In CA 126, the Court of Appeal addressed the costs order. The trial judge had ordered that the Nargolwalas should recover reasonable costs generally but should bear Mr Lew’s costs on the issue of whether Thai law applied. The Court of Appeal modified the costs outcome, reflecting that the choice-of-law issue did not affect the primary determination and applying the appropriate costs principles to that context.

Why Does This Case Matter?

This case is significant for practitioners because it illustrates how courts approach disputes about oral contract formation where communications are mediated through an intermediary. The Court of Appeal’s reasoning underscores that agency doctrines—actual, implied, usual, apparent authority, ratification, and estoppel—cannot be used to manufacture contractual consent where the evidential record does not support that the principal intended to be bound. For litigators, the case highlights the importance of documentary evidence and the need to connect the intermediary’s communications to legally relevant authority or conduct by the principal.

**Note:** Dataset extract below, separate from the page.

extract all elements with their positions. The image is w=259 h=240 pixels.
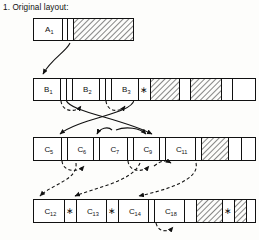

Second, the decision is a useful authority on the interaction between contract formation and conflict-of-laws arguments. Even where a foreign law issue is raised and litigated, the court may treat it as secondary if the primary factual finding (here, the absence of agreement) is dispositive. This has practical implications for how parties frame pleadings and how they assess litigation risk: spending heavily on choice-of-law evidence may not translate into a better substantive outcome, and it may affect costs only in limited circumstances.

Third, the case provides guidance on costs in Singapore civil litigation. Where a party succeeds on the main merits but loses on a discrete procedural or legal issue, courts will consider whether that issue was genuinely determinative or merely ancillary. The Court of Appeal’s handling of CA 126 reinforces that costs are not awarded in a vacuum; they reflect the overall litigation outcome and the real impact of the contested issue.

Legislation Referenced

  • (Not provided in the extract supplied.)

Cases Cited

Source Documents

This article analyses [2021] SGCAI 1 for legal research and educational purposes. It does not constitute legal advice. Readers should consult the full judgment for the Court's complete reasoning.

Written by Sushant Shukla
1.5×

More in

Legal Wires

Legal Wires

Stay ahead of the legal curve. Get expert analysis and regulatory updates natively delivered to your inbox.